Creating a local variable scope.

Carl Banks pavlovevidence at gmail.com
Fri Sep 11 17:32:03 EDT 2009


On Sep 11, 10:36 am, Johan Grönqvist <johan.gronqv... at gmail.com>
wrote:
> In the other languages I have used I can either use braces (C and
> descendants) or use let-bindings (SML, Haskell etc.) to form local scopes.

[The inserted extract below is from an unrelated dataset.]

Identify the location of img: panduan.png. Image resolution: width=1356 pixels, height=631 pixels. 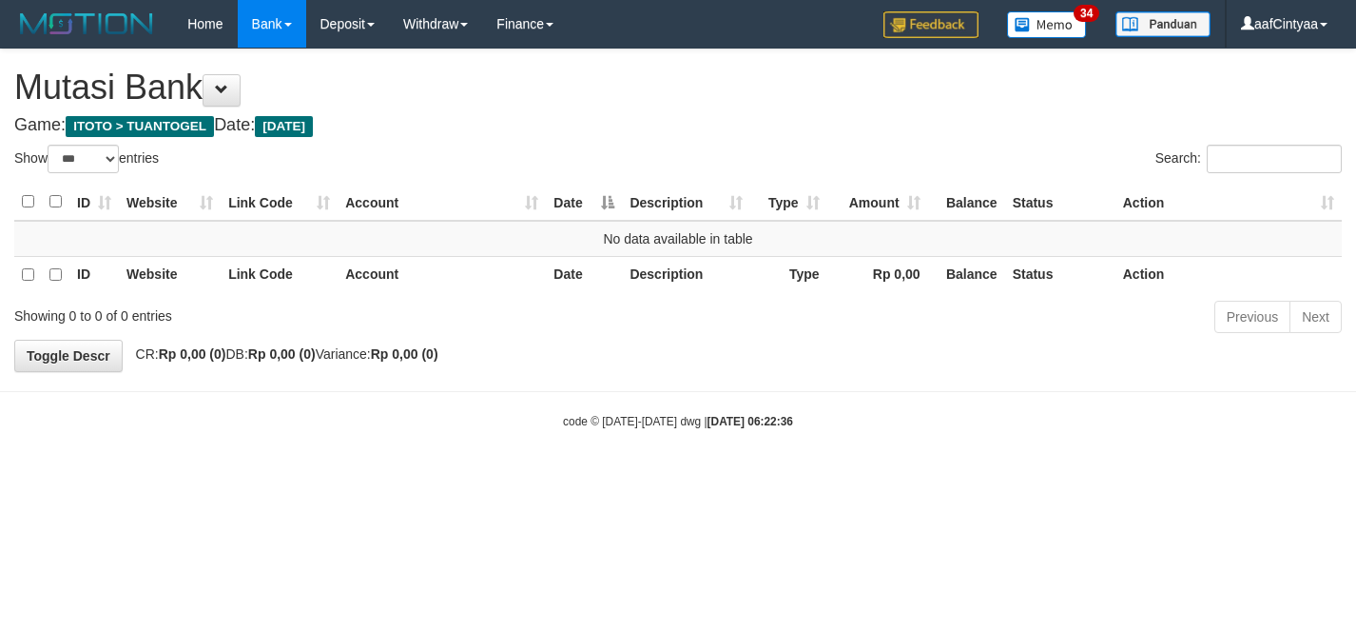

I wouldn't mind a let statement but I don't think the language really
suffers for the lack of it.  I expect that "leaky scopes" are a really
minor source of bugs in practice**, especially with well-organized
code that results in small functions.  The main loss is the
organization opportunity.

Having said that, I'll tell you a pretty spiffy way to do it, even
though it can't be regarded as anything other than a cute hack.  I
don't recommend using it in practice.


First define a decorator:

def let(f): return f()


Then, apply this decorator to a nameless function to get a convenient
nested scope:

@let
def _():
    a = 1
    b = 2
    print a,b


But there's more: you can define let bindings in the function
arguments:

@let
def _(a = 1, b = 2):
    print a,b


And, as with LISP, the "let" "statement" can return a result which you
can bind to a local variable:

@let
def result(a = 1, b = 2):
    return a + b

print result


Don't do this in real code, though.  Just live with the limitation, or
define a nested function and call it explicitly without cute decorator
hacks.


Carl Banks


(**) There is one notable common bug that leaky scopes do cause, when
creating closures in a loop.  However, that is an advanced usage.